Sigmar Polke, Untitled (Lens Painting), 2007.


Sigmar Polke, Untitled (Lens Painting), 2008.


Sigmar Polke, Untitled (Lens Painting), 2007.


Sigmar Polke, Lens Paintings [Installation view].

Sigmar Polke
Lens Paintings
4 East 77th Street
New York, New York
Through June 19, 2009

Saturday, June 13, 2009

LIP/STICK, curated by Anonymous Curators, at Praxis International Art [Photographs]


Lina Puerta, Arbor (Tree) [Installation view, inside].


Nuria Güell, Aportacion agentes del orden [Detail].


Ana Teresa Fernández, Untitled. Documentation of Performance.


Ana Teresa Fernández, [Video still].


LIP/STICK [Installation view] at Praxis International Art.


Gabriel Galeano, [Installation].

LIP/STICK
Curated by Anonymous Curators
Praxis International Art
25 East 73rd Street
New York, New York
Through July 9, 2009

Thursday, June 11, 2009

Cash for Art, Vandalism as Art, etc. [Collected]

"Vomiting on Painting was an Artistic Act."  Sticker on 22nd Street between 10th and 11th Avenues.  Photo: 16 Miles.

Monday, June 8, 2009

Richard Serra's 2008 Commencement Address at Williams College

Richard Serra, Hands Tied [Still from film projection], 1968, at Kunste Werke Berlin e.V.  Photo: 16 Miles.

"It is difficult to think without obsession, and it is impossible to create something without a foundation that is rigorous, incontrovertible, and, in fact, to some degree repetitive. Repetition is the ritual of obsession. ... I cannot overemphasize the importance of play. The freedom of play and its transitional character encourage the suspension of beliefs whereby a shift in direction is possible; play ought to be part of the working process."

- Richard Serra, "If Not Now, When?" Commencement Address at Williams College, June 1, 2008.

Sunday, June 7, 2009

Gaylen Gerber / Joe Scanlan at Wallspace [Photographs]


"Third, abstract art offers a counter to our society's glut of things. An abstract painting is itself a thing, of course, a part of the material world. But it reminds people of a world without things. It suggest the old idea, now barely remembered, that there might be a hidden, underlying order, which the transience of life's things can't affect."

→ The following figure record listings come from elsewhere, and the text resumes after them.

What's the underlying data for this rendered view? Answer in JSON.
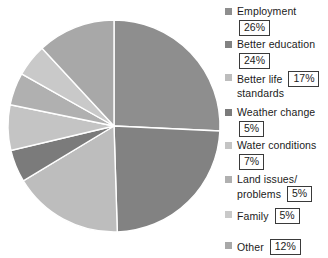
{
  "chart_data": {
    "type": "pie",
    "title": "",
    "subtitle": "",
    "xlabel": "",
    "ylabel": "",
    "legend_position": "right",
    "grid": false,
    "start_angle_deg": 0,
    "direction": "clockwise",
    "categories": [
      "Employment",
      "Better education",
      "Better life standards",
      "Weather change",
      "Water conditions",
      "Land issues/problems",
      "Family",
      "Other"
    ],
    "values": [
      26,
      24,
      17,
      5,
      7,
      5,
      5,
      12
    ],
    "value_labels": [
      "26%",
      "24%",
      "17%",
      "5%",
      "7%",
      "5%",
      "5%",
      "12%"
    ],
    "colors": [
      "#8e8e8e",
      "#828282",
      "#bdbdbd",
      "#7b7b7b",
      "#c4c4c4",
      "#b0b0b0",
      "#c9c9c9",
      "#a8a8a8"
    ],
    "units": "percent"
  },
  "legend": {
    "items": [
      {
        "label_line1": "Employment",
        "label_line2": "",
        "value": "26%",
        "color": "#8e8e8e",
        "swatch_name": "legend-swatch-employment"
      },
      {
        "label_line1": "Better education",
        "label_line2": "",
        "value": "24%",
        "color": "#828282",
        "swatch_name": "legend-swatch-better-education"
      },
      {
        "label_line1": "Better life",
        "label_line2": "standards",
        "value": "17%",
        "color": "#bdbdbd",
        "swatch_name": "legend-swatch-better-life-standards"
      },
      {
        "label_line1": "Weather change",
        "label_line2": "",
        "value": "5%",
        "color": "#7b7b7b",
        "swatch_name": "legend-swatch-weather-change"
      },
      {
        "label_line1": "Water conditions",
        "label_line2": "",
        "value": "7%",
        "color": "#c4c4c4",
        "swatch_name": "legend-swatch-water-conditions"
      },
      {
        "label_line1": "Land issues/",
        "label_line2": "problems",
        "value": "5%",
        "color": "#b0b0b0",
        "swatch_name": "legend-swatch-land-issues"
      },
      {
        "label_line1": "Family",
        "label_line2": "",
        "value": "5%",
        "color": "#c9c9c9",
        "swatch_name": "legend-swatch-family"
      },
      {
        "label_line1": "Other",
        "label_line2": "",
        "value": "12%",
        "color": "#a8a8a8",
        "swatch_name": "legend-swatch-other"
      }
    ]
  }
}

Gaylen Gerber / Joe Scanlan
Wallspace
619 West 27th Street
New York, New York
Through June 27, 2009
Photos: 16 Miles [more]

Wednesday, June 3, 2009

Buying Sehgal's Kiss, Funding Mass MoCA, etc.[Collected]


Yayoi Kusama, Aftermath of Obliteration of Eternity, 2009. Photo: 16 Miles
“Buying Kiss was a huge ordeal,” Biesenbach reports. The negotiations involved a dozen different people, including lawyers, curators, dealers, conservators, and an “interpreter” for Sehgal.
- Linda Yablonsky, on collecting the ephemeral, in ArtNews. More of this, please.

Tuesday, June 2, 2009

Chantal Joffe at Cheim & Read [Photographs]


Chantal Joffe [Installation view] at Cheim & Read.   Photo: 16 Miles     [more]


Chantal Joffe, Green Dress Black Knickers, 2009.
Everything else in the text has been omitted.